A North Korean soldier captured in Russia has given the first public account of conditions supporting Russian forces, struggling with a language barrier, inadequate support and Ukrainian drones on what he had been told was a training mission.
In September 2022, the Kanglu garment district of Haizhu saw a major protest against grueling lockdowns under the ruling Communist Party’s zero-COVID policy, which ended later in the same year following nationwide protests.
Myanmar’s military government has released from prison nearly 1,000 members of the mostly Muslim Rohingya minority, a human rights group said on Monday, a rare gesture of goodwill towards the persecuted community.
Although it isn’t legal for women to obtain drivers’ licenses, it isn’t exactly easy for men to get them either. Only men who are in the military or work in a factory and are approved by the government are eligible to undergo driver training, which can take three to six months to complete.
Chinese authorities have expelled over 1,000 Tibetan monks and nuns from the Larung Gar Buddhist Academy in the latest blow to the major center of Tibetan Buddhist learning, sources inside Tibet with knowledge of the situation said.
Bangladesh’s top leaders, including then-Prime Minister Sheikh Hasina, directed large-scale operations where law enforcers fatally shot anti-government protesters despite concerns from senior security officials about excessive use of force, according to a new report by the United Nations.
Myanmar junta forces torched nearly 200 homes in the northwestern region of Sagaing, the latest incident in a campaign to punish communities that support insurgents that has seen more than 100,000 homes burned since a 2021 coup, residents and a monitoring group said on Wednesday.
Malaysia remains one of the most difficult places in Southeast Asia for LGBTQ+ individuals, where homosexuality is criminalized under colonial-era laws and further penalized by Sharia courts for Muslims.
Bitter cold in North Korea has forced schools to close, hospitals go into emergency mode and water supplies to be disrupted as pumps freeze over, residents in the country told Radio Free Asia.
At least 1,600 people, including scores belonging to Bangladesh’s deposed former ruling party, were swept up in a crackdown launched by authorities over the weekend, court documents show, days after protesters destroyed a museum memorializing the country’s founding father.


From the first record below to the last, retype each one exactly.
------ Records supplied
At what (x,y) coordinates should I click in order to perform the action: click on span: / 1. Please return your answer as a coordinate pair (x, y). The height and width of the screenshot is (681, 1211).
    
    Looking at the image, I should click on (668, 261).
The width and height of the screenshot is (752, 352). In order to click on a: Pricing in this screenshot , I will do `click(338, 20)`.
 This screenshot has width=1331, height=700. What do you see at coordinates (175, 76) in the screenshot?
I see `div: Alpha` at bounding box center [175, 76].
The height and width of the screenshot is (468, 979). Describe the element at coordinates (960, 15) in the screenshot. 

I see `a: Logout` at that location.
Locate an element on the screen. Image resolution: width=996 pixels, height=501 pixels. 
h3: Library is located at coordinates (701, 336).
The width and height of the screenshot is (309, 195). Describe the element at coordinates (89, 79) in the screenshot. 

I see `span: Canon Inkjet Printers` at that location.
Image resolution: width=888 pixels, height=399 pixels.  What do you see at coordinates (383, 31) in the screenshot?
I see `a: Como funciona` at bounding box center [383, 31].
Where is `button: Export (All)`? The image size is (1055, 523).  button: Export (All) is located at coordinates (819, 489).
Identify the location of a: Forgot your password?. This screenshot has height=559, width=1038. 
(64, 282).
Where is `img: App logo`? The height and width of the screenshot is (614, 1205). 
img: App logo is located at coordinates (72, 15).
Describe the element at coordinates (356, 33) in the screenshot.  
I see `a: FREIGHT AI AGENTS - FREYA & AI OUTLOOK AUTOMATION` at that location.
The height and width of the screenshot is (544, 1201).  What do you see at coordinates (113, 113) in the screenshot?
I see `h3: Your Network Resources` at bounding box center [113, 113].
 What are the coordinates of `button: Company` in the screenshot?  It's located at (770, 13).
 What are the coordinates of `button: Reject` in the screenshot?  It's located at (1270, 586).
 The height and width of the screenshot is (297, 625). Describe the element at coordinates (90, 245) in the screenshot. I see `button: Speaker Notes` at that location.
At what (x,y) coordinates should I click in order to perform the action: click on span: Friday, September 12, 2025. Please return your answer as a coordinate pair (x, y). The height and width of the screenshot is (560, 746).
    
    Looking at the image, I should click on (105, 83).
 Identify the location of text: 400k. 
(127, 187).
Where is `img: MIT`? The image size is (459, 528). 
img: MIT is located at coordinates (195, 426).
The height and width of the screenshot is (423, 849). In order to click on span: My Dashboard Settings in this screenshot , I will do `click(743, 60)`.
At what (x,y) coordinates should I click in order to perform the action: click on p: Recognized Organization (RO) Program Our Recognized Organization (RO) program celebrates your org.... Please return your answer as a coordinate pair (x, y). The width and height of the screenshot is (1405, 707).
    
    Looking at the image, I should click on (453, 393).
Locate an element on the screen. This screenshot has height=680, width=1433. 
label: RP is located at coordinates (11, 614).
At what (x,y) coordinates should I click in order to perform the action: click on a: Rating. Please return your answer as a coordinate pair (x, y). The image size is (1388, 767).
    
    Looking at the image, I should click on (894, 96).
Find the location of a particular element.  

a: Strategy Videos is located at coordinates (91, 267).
------------
Final answer:
At what (x,y) coordinates should I click in order to perform the action: click on span: / 1. Please return your answer as a coordinate pair (x, y). The height and width of the screenshot is (681, 1211).
    
    Looking at the image, I should click on (668, 261).
The width and height of the screenshot is (752, 352). In order to click on a: Pricing in this screenshot , I will do `click(338, 20)`.
 This screenshot has width=1331, height=700. What do you see at coordinates (175, 76) in the screenshot?
I see `div: Alpha` at bounding box center [175, 76].
The height and width of the screenshot is (468, 979). Describe the element at coordinates (960, 15) in the screenshot. 

I see `a: Logout` at that location.
Locate an element on the screen. Image resolution: width=996 pixels, height=501 pixels. 
h3: Library is located at coordinates (701, 336).
The width and height of the screenshot is (309, 195). Describe the element at coordinates (89, 79) in the screenshot. 

I see `span: Canon Inkjet Printers` at that location.
Image resolution: width=888 pixels, height=399 pixels.  What do you see at coordinates (383, 31) in the screenshot?
I see `a: Como funciona` at bounding box center [383, 31].
Where is `button: Export (All)`? The image size is (1055, 523).  button: Export (All) is located at coordinates (819, 489).
Identify the location of a: Forgot your password?. This screenshot has height=559, width=1038. 
(64, 282).
Where is `img: App logo`? The height and width of the screenshot is (614, 1205). 
img: App logo is located at coordinates (72, 15).
Describe the element at coordinates (356, 33) in the screenshot.  
I see `a: FREIGHT AI AGENTS - FREYA & AI OUTLOOK AUTOMATION` at that location.
The height and width of the screenshot is (544, 1201).  What do you see at coordinates (113, 113) in the screenshot?
I see `h3: Your Network Resources` at bounding box center [113, 113].
 What are the coordinates of `button: Company` in the screenshot?  It's located at (770, 13).
 What are the coordinates of `button: Reject` in the screenshot?  It's located at (1270, 586).
 The height and width of the screenshot is (297, 625). Describe the element at coordinates (90, 245) in the screenshot. I see `button: Speaker Notes` at that location.
At what (x,y) coordinates should I click in order to perform the action: click on span: Friday, September 12, 2025. Please return your answer as a coordinate pair (x, y). The height and width of the screenshot is (560, 746).
    
    Looking at the image, I should click on (105, 83).
 Identify the location of text: 400k. 
(127, 187).
Where is `img: MIT`? The image size is (459, 528). 
img: MIT is located at coordinates (195, 426).
The height and width of the screenshot is (423, 849). In order to click on span: My Dashboard Settings in this screenshot , I will do `click(743, 60)`.
At what (x,y) coordinates should I click in order to perform the action: click on p: Recognized Organization (RO) Program Our Recognized Organization (RO) program celebrates your org.... Please return your answer as a coordinate pair (x, y). The width and height of the screenshot is (1405, 707).
    
    Looking at the image, I should click on (453, 393).
Locate an element on the screen. This screenshot has height=680, width=1433. 
label: RP is located at coordinates (11, 614).
At what (x,y) coordinates should I click in order to perform the action: click on a: Rating. Please return your answer as a coordinate pair (x, y). The image size is (1388, 767).
    
    Looking at the image, I should click on (894, 96).
Find the location of a particular element.  

a: Strategy Videos is located at coordinates (91, 267).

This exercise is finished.